Reshoper 2024: New opportunities in analytics

At the Reshoper conference, I had the opportunity to give a talk where I summarized new opportunities for e-commerce analytics. In the presentation, I shared my experience and approaches on how to get the most out of Google Analytics 4 — especially when combined with BigQuery and other Google Cloud services.
GA4 has been around for about three years now, and one thing has become clear — it’s not exactly a favorite among many users. Even after all this time, GA4 still has a clunky web interface built on an unfinished modeling engine, inconsistent naming (even for basic dimensions), and API limits that make it harder for people who want to build their own dashboards easily.
In reality, many companies have already lost patience with GA4, and this has accelerated the adoption of the one area where GA4 truly shines — using it as a data collection tool thanks to its free integration with BigQuery, while processing the data internally.

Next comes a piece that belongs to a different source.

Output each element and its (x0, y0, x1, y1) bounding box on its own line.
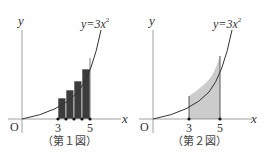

This approach allows you to build reports where you know exactly what you’re looking at — without relying on outputs from a modeling black box.
It also unlocks the next level: the ability to bring not only web data into BigQuery, but also media and customer data — all in one place, clean and ready to use (instead of being scattered across multiple tools). This enables full-funnel insights, from ad impressions, through on-site behavior, all the way to paying customers. And most importantly, it lets you understand what actually drives the money hitting your business account.
In the presentation, I broke down this concept and shared examples of reports built on top of such data. I also explored interesting ways to leverage GA4 data across other Google Cloud services — for example, how combining GA4, Cloud Run, and Firestore can help push more first-party data into ad platforms for targeting, ultimately improving campaign performance without increasing media spend.